INTRODUCTION

The main objectives of Ocean Drilling Program (ODP) Leg 175, in which the participants drilled along the west coast of southern Africa, were to reconstruct the past history of the Benguela Current, which is presently associated with a system of very active upwelling cells located off shore of Angola, Namibia, and south Africa. High productivity levels (>180 g C/m2/yr) characterize the present system, which is considered to be a major zone for carbon export and thus probably exerts a strong control on the global carbon budget.

Previous studies in the region have shown that the relative positions of the oceanic fronts (the Angola-Benguela Front, located presently at ~17°S; the Subtropical Convergence [STC], located presently at ~38°S; and the Polar Front Zone located presently ~50°S) moved farther north by a few degrees of latitude during glacial periods (Morley and Hays, 1979; Jansen et al., 1986). The northward shift of the STC was also responsible for the transfer of thermocline waters from the southwest Indian Ocean to the southeast Atlantic Ocean (Winter and Martin, 1990; Wefer et al., 1996). During glacial periods, surface productivities were much higher than during interglacials because of the strengthened trade-wind stress; at depth, the general consensus is that the glacial North Atlantic Deep Water (NADW) flux was weakened and brought nutrient-rich 13C-depleted waters, whereas the Antarctic Intermediate Water (AAIW) flux was relatively strong and brought nutrient-poor 13C-rich waters, compared to the interglacial situations (Sarnthein and Tiedemann, 1990; Howard and Prell, 1994).

The recovery of continuous Neogene sedimentary sequences during Leg 175 makes it possible for the first time to obtain the complete paleoceanographic record of the Angola-Benguela Current System for the last 15 m.y. The present study examines the stable isotope record of planktonic and benthic foraminifers of the last 500 k.y. at Site 1087, which is in the Southern Cape Basin. Our main objectives are to

  1. Establish the precise chronological framework with the oxygen isotope stratigraphy,
  2. Estimate the fluctuations of paleoproductivity from the carbon isotopic compositions of planktonic foraminifers and from the surface-to-bottom 13C gradient, and
  3. Measure the isotopic gradients between different planktonic species in order to deduce temperature and productivity gradients in surface waters.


• **Task item**
A stretch of the entries below is to be set down exactly, running from the line with "You are a GUI" through the line with "Task: Click on", both included, and no other line.

• **Exercise input**
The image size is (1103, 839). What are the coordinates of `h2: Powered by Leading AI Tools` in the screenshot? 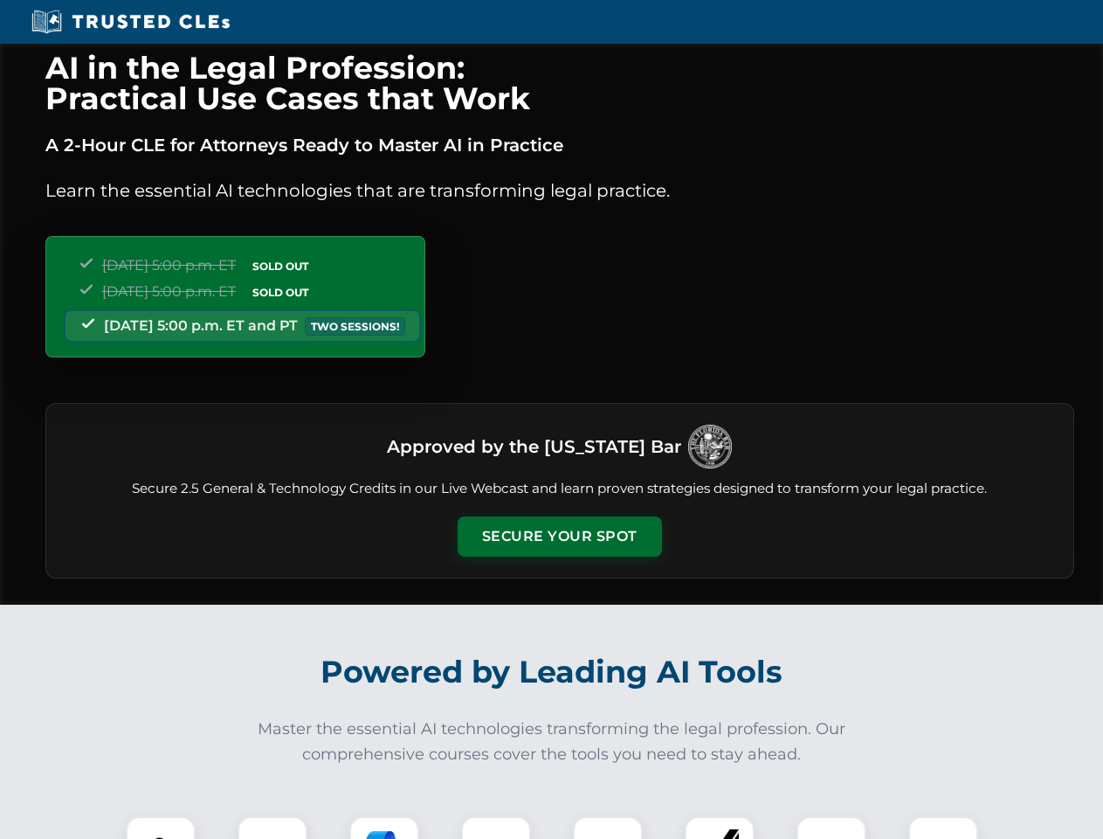 It's located at (552, 672).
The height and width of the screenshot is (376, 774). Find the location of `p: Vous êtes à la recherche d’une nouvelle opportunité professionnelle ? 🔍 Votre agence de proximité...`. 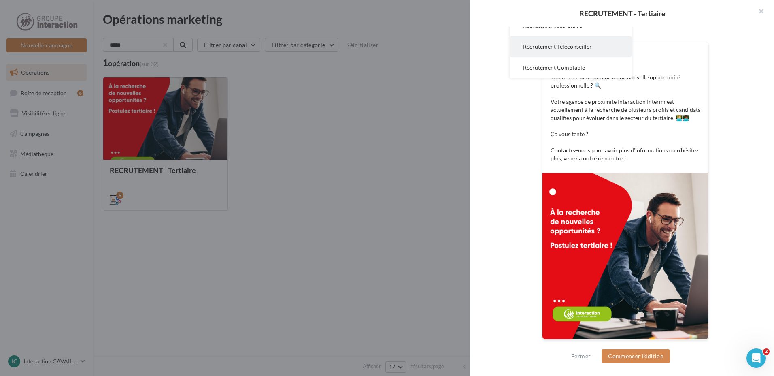

p: Vous êtes à la recherche d’une nouvelle opportunité professionnelle ? 🔍 Votre agence de proximité... is located at coordinates (626, 118).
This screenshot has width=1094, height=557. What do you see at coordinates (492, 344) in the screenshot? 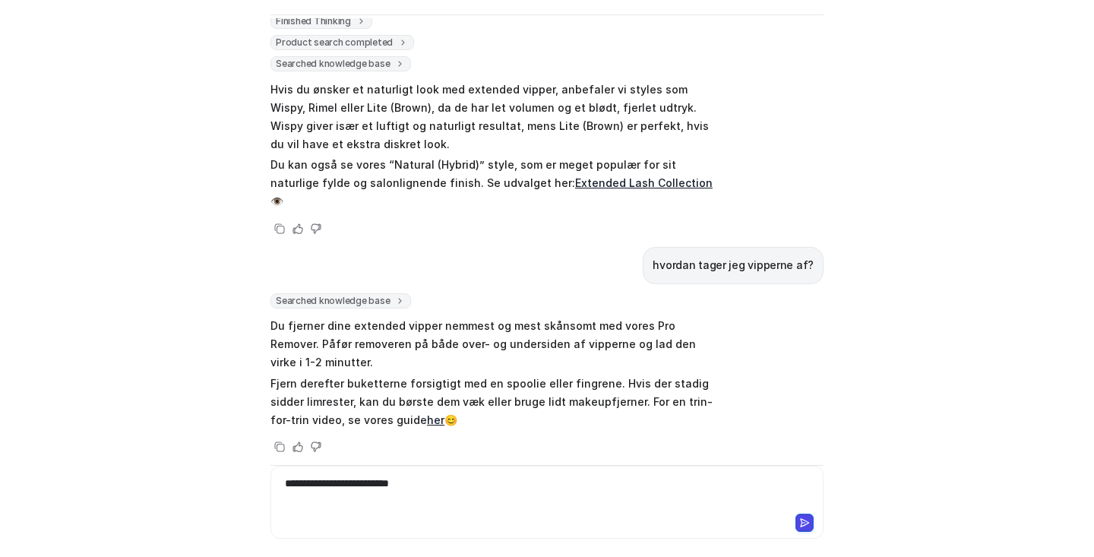
I see `p: Du fjerner dine extended vipper nemmest og mest skånsomt med vores Pro Remover. Påfør removeren p...` at bounding box center [492, 344].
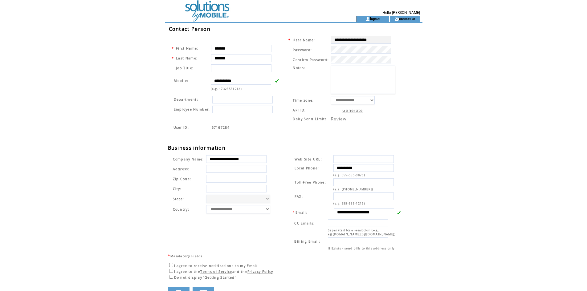  Describe the element at coordinates (299, 110) in the screenshot. I see `span: API ID:` at that location.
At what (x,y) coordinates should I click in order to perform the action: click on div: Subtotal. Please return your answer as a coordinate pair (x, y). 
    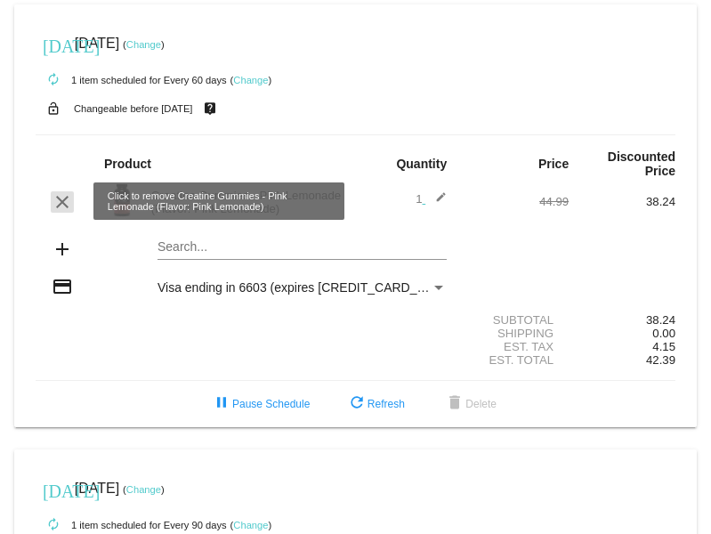
    Looking at the image, I should click on (515, 319).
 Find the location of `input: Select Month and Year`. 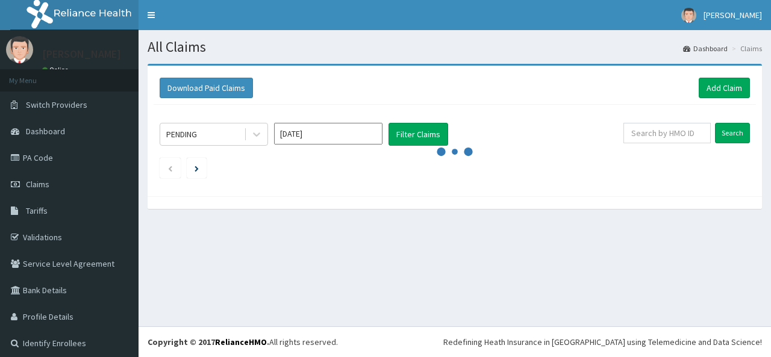

input: Select Month and Year is located at coordinates (328, 134).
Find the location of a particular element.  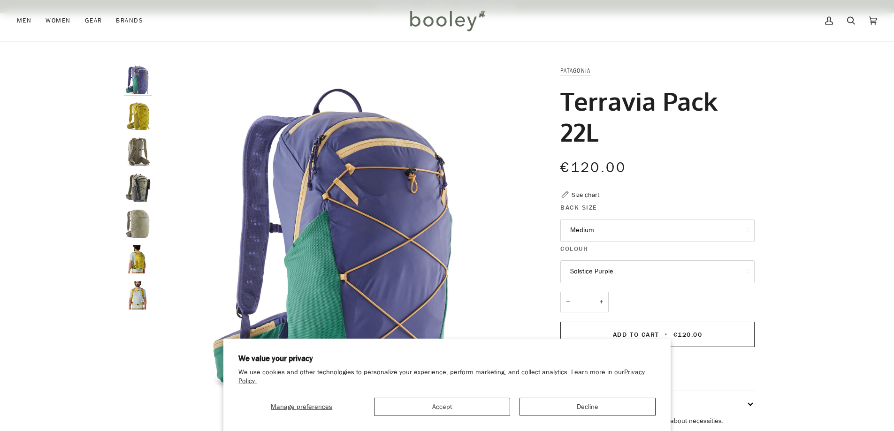

button: Solstice Purple is located at coordinates (657, 272).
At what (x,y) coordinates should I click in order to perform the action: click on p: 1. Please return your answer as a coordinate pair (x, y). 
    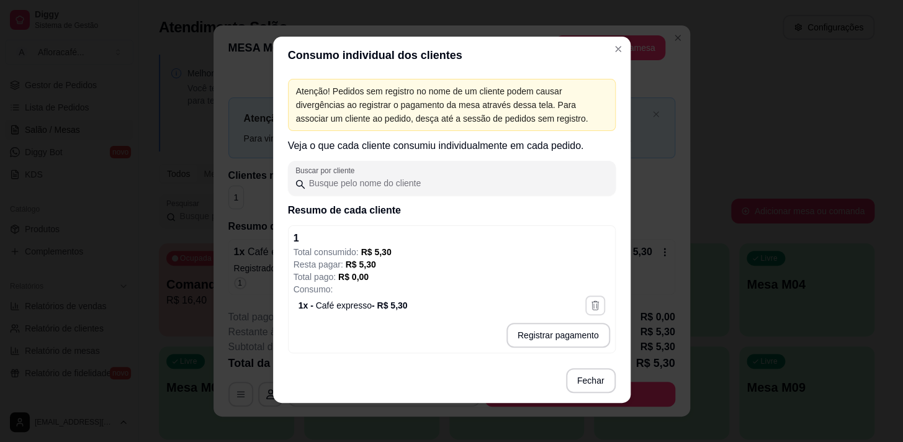
    Looking at the image, I should click on (296, 238).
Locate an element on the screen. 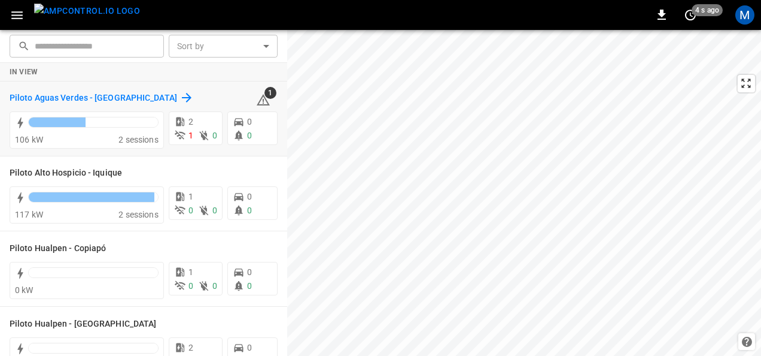 The image size is (761, 356). div: profile-icon is located at coordinates (745, 15).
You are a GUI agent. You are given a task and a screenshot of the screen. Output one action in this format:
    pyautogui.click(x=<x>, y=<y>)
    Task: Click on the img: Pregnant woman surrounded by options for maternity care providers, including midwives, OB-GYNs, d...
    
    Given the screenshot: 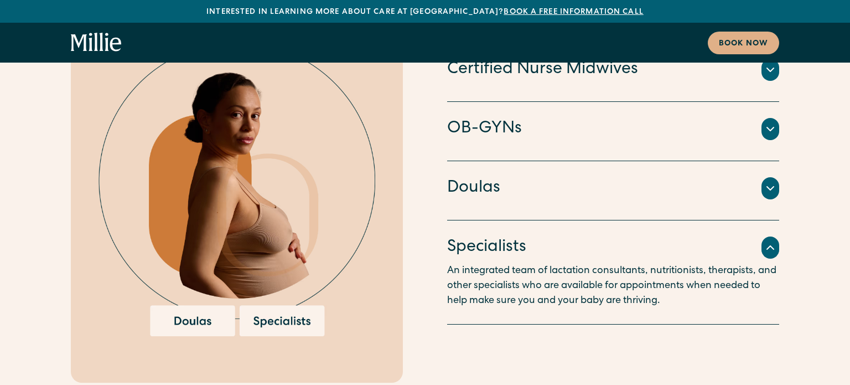 What is the action you would take?
    pyautogui.click(x=237, y=183)
    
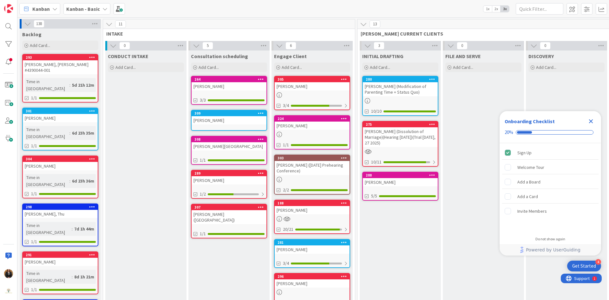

• **Solution below**
You are a GUI agent. You are given a task and a screenshot of the screen. Output one action in this format:
    pyautogui.click(x=<x>, y=<y>)
    Task: Click on the img: Pregnant woman surrounded by options for maternity care providers, including midwives, OB-GYNs, d...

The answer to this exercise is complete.